For thousands of residents in remote areas of Adamawa State, access to basic healthcare has long been a struggle, often meaning hours of walking through difficult terrain to reach the nearest facility. This challenge has disproportionately affected women, children, displaced families, and persons living with disabilities, leaving them without routine immunisation, antenatal care, mental health support, and treatment for chronic illnesses.
However, a new mobile outreach initiative is dramatically changing this narrative. Between September and December 2025, the Adamawa State Government, through its Ministry of Health and State Primary Health Care Development Agency, deployed 10 mobile clinics to underserved communities across 10 local government areas. With crucial technical support from the World Health Organization (WHO) and funding from the United Nations Central Emergency Response Fund, this initiative successfully delivered over 410 outreach visits, reaching more than 350,500 people.
The services provided were extensive, encompassing antenatal and postnatal care, routine immunisation, outpatient consultations, nutrition screening, reproductive health services, and disease surveillance. Significantly, the outreach also prioritized mental health support and confidential services for survivors of gender-based violence.
The impact of the initiative is profoundly personal for individuals like Musa Ali, a 22-year-old from Mafiya village in Song Local Government Area. For years, Musa suffered frequent seizures without a diagnosis or treatment, unable to afford the seven-kilometer journey to the nearest health facility. During a mobile clinic visit, health workers diagnosed his epilepsy, initiated treatment, and educated his family on seizure management. “Within weeks, his condition improved significantly,” states the report, noting that Musa regained strength, resumed daily activities, and helped reduce the stigma of epilepsy in his community as others sought help for similar symptoms.
By the close of 2025, the mobile outreach had provided mental health and psychosocial support to over 172,000 individuals. This impressive figure includes more than 3,600 people living with epilepsy, nearly 1,900 battling depression, and hundreds addressing substance use disorders or psychosis. Additionally, 812 survivors of gender-based violence received confidential clinical care and referral services.
Health officials emphasize the effectiveness of the integrated model, which brings together nurses, community health workers, counsellors, mental health focal persons, and GBV officers. This multi-disciplinary approach ensures that “multiple needs are addressed in a single visit, especially in communities reached only intermittently.” The initiative has not only expanded access to care but has also bolstered trust in the health system, leading to improved referrals and continuity of care in these vulnerable communities.
As challenges like insecurity and climate change continue to disrupt traditional healthcare delivery, Adamawa’s mobile clinic model is emerging as “a powerful example of how proactive investment, strategic partnerships and last-mile healthcare delivery can move Nigeria closer to universal health coverage.” For communities that were once cut off from essential services, healthcare is no longer a distant promise; it is now arriving directly at their doorstep.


WORK REQUIRED -> Whenever a line of the listing contains the string "Image", return that line.

PROVIDED ENTRIES ->
►
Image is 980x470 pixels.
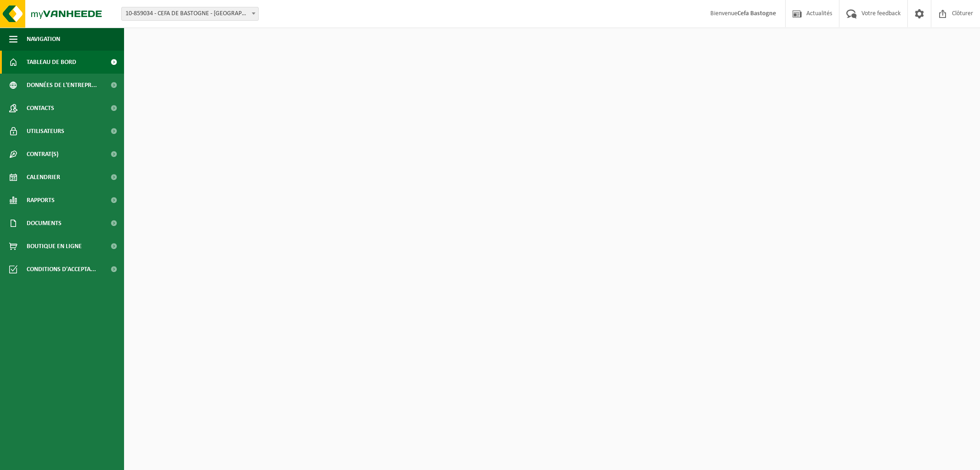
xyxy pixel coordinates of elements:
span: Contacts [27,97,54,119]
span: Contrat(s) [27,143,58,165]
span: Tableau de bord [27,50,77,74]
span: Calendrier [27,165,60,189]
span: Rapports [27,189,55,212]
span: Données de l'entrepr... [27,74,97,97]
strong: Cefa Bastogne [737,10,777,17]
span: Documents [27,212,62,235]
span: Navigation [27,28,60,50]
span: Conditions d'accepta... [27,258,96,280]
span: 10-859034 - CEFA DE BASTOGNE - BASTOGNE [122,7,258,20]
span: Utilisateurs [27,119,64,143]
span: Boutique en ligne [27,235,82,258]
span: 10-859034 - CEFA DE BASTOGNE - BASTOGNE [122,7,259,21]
◄
►
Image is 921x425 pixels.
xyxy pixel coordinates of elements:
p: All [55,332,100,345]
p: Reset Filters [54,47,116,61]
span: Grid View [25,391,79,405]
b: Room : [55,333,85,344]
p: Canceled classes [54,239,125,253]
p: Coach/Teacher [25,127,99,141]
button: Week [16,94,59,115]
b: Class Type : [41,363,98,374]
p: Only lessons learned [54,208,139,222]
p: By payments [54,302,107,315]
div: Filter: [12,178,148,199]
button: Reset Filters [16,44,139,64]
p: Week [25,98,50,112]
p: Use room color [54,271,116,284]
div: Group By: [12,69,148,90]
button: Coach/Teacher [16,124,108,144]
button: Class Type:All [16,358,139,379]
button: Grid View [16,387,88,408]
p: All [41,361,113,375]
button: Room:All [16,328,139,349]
◄
►
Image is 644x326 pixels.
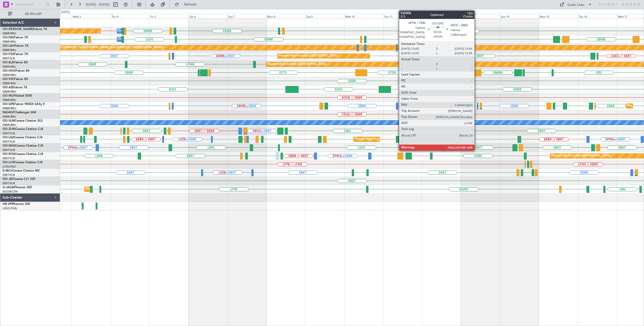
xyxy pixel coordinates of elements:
◄
TASK OUTPUT ->
Image is 980x470 pixels.
Image is 921x425 pixels.
Image is 644x326 pixels.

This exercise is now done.